English Words: J
4,872 words · Page 23 of 98
A monoclinic-prismatic mineral containing aluminum, barium, calcium, fluorine, hydrogen, lithium, magnesium, oxygen, sodium, and strontium.
The act of knocking one's pace egg (“a coloured hard-boiled egg traditionally made at Easter”) against that of an opponent, with the aim of cracking the other's egg and leaving one's own intact, an Easter custom in many countries.
gerund of jarp: the activity of knocking one pace egg (“a hard-boiled coloured egg traditionally made at Easter”) against that of an opponent, with the aim of cracking the other's egg and leaving one's own intact, an Easter custom in many countries.
A eucalypt tree of species Eucalyptus marginata, occurring in the southwest of Western Australia.
A small historic town in the Shire of Serpentine-Jarrahdale, south of Perth, Western Australia.
Reminiscent of the works of Jean Michel Jarre (born 1948), French composer, performer and record producer known for his pioneering electronic and ambient music and for outdoor musical spectacles with laser displays and projections.
A town in the Metropolitan Borough of South Tyneside, Tyne and Wear, north-east England, located on the River Tyne (OS grid ref NZ3265).
A small coral island located in the Pacific Ocean. It is an unincorporated, unorganized territory of the United States.
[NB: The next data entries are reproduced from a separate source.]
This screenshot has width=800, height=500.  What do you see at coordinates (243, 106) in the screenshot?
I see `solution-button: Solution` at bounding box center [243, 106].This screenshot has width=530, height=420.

Spelling & Dictionary Insight
The English alphabetical index for the letter J contains 4,872 headwords drawn from our Wiktionary-derived dictionary table. At 50 entries per page the browse splits into 98 pages, and you are currently viewing page 23. Every row above is a dictionary-backed entry with a canonical slug, and each links through to a full definition page with pronunciation, senses, etymology, and related-word data where available.
On this page 50 of 50 entries carry a part-of-speech tag and 50 carry at least one stored definition. Coverage varies across letters because Wiktionary volunteers build entries at different speeds for different parts of the alphabet, letters with common starting sounds (S, C, T, P) usually have the densest coverage, while less frequent starters (X, Q, Z) tend to have shorter but more specialised lists. PlainSpell surfaces whatever data is present and links back to the source when a definition is not yet recorded.
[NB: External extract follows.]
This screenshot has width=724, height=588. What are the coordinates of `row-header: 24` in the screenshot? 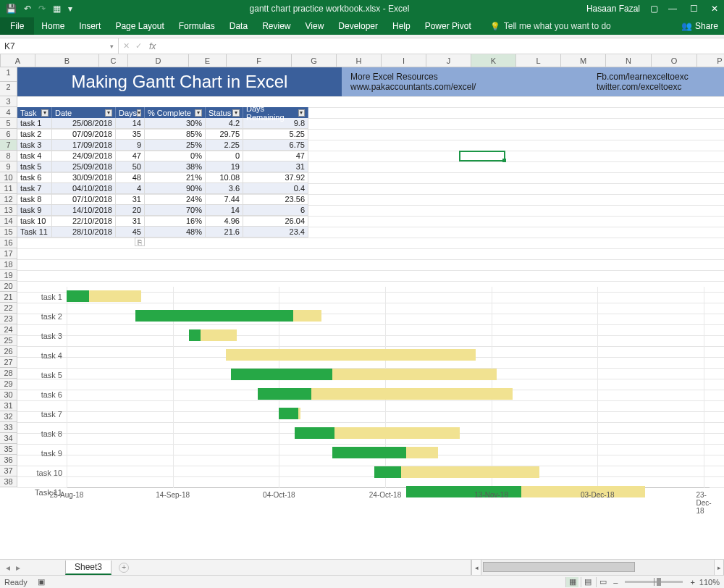 It's located at (9, 330).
For readers using this index as a spelling reference, the guarantee is that every form you see on the list is a documented English headword, not a guess, not a derived inflection lacking a lemma row. If a word you expected to find is absent from the "J" list, it usually means the form exists only as an inflection of another lemma (e.g. a past participle stored under the infinitive) or the entry has not yet been imported from Wiktionary. Use the search bar or the misspelling lookup to resolve these cases.